Since 1990, the State of California has consistently failed to meet court-ordered benchmarks to bring its prison healthcare system within standards that do not amount to cruel and unusual punishment. Considering the trial court’s determination that California had exhausted its opportunities to remedy conditions, the bitterly divided Court (J. Kennedy writing for the majority, J. Scalia filing a dissent joined by J. Thomas, J. Alito filing a dissent joined by J. Roberts) held that that California must reduce its prison population to within 137.5% of capacity within two years (a release of around 30,000 prisoners, according to one media account).

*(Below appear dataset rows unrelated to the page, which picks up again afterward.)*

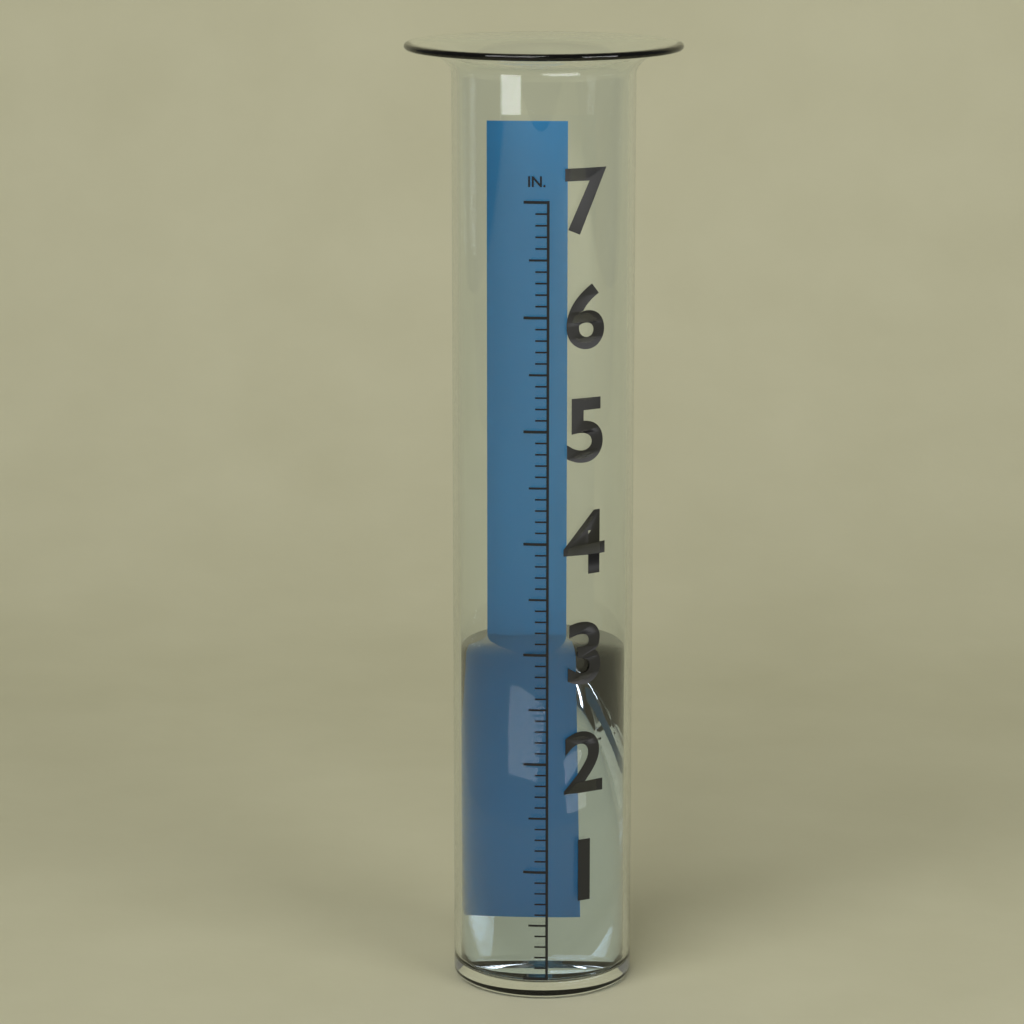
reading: 2.9 in
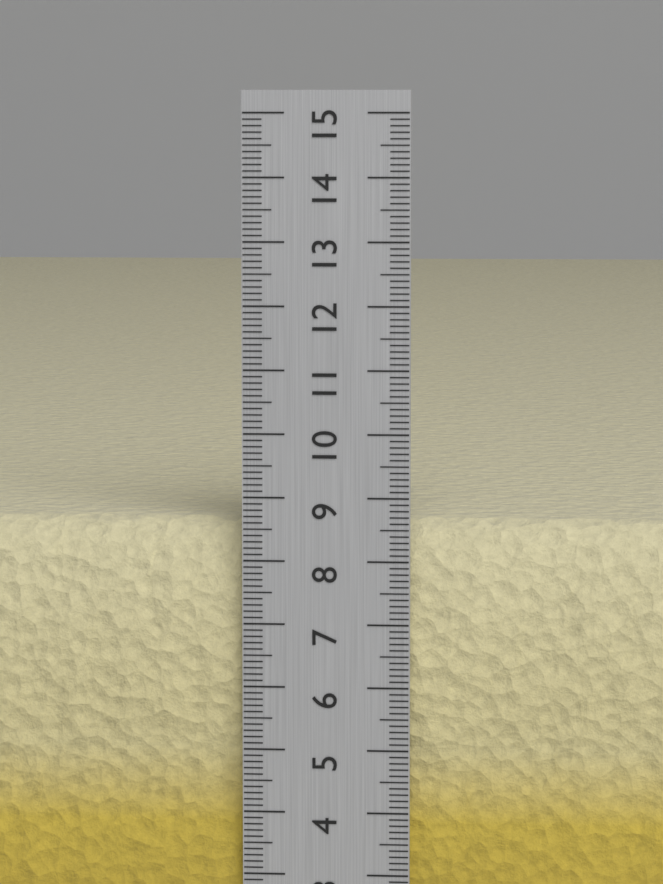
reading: 8.6 cm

The ruling–described by Justice Scalia as “perhaps the most radical injunction issued by a court in our nation’s history”–has generated significant commentary. Ben Kerschberg in Forbes surveyed the prison conditions that prompted the Court’s unprecedented action, along with a sober look at how the ruling will play in political and social debates into the future. The Sacramento Bee examined the opinion and possible outcomes. The Los Angeles Times looked at possible methods that would bring California into compliance with the ruling. And yes, The Weed Blog weighed in with an exhortation to reduce the prison population by reforming the state’s drug laws. 

General Dynamics v. United States, 09-1298, and Boeing v. United States, 09-1302, May 23, 2011

In this dispute between defense contractors and the Pentagon, the contractors asserted an affirmative defense that required significant inquiry into highly classified material, causing the government to invoke the state-secrets privilege. The trial court agreed that further litigation of the affirmative defense would create a risk of disclosing important military secrets, and therefore found that the contractors’ defense was “nonjusticiable.” Justice Scalia, writing for a unanimous Court, determined that because the finding of nonjusticiability fatally impaired the contractors’ affirmative defense, the government’s underlying claim was also barred, and ordered the lower court to fashion an order that would “leave the parties to the agreement where they stood on the day they filed suit.”

Adam Liptak covered the ruling, analyzing the case within the context of other recent state-secrets cases, and nicely explaining Scalia’s distinction between this holding and the older, seemingly contradictory, US v. Reynolds. The Wired story included a neat photo of the airplane in question–the Navy’s would-be A-12 Avenger stealth fighter. 

Orders of Note

Williams v. Thomas, 10-10589, May 19, 2011

The Court declined to stay the Petitioner’s execution and denied his petition for writ of certiorari. Later that day, the State of Alabama executed Williams.

Reuters has this account of the execution, along with details of Williams’ brutal crime. The case drew some attention earlier in the month when federal agents seized the drug Alabama intended to use in the execution over questions of whether or not it had been legally imported. Alabama then switched from sodium thiopental, a drug that is in short supply, to pentobarbital, more commonly used to euthanize animals.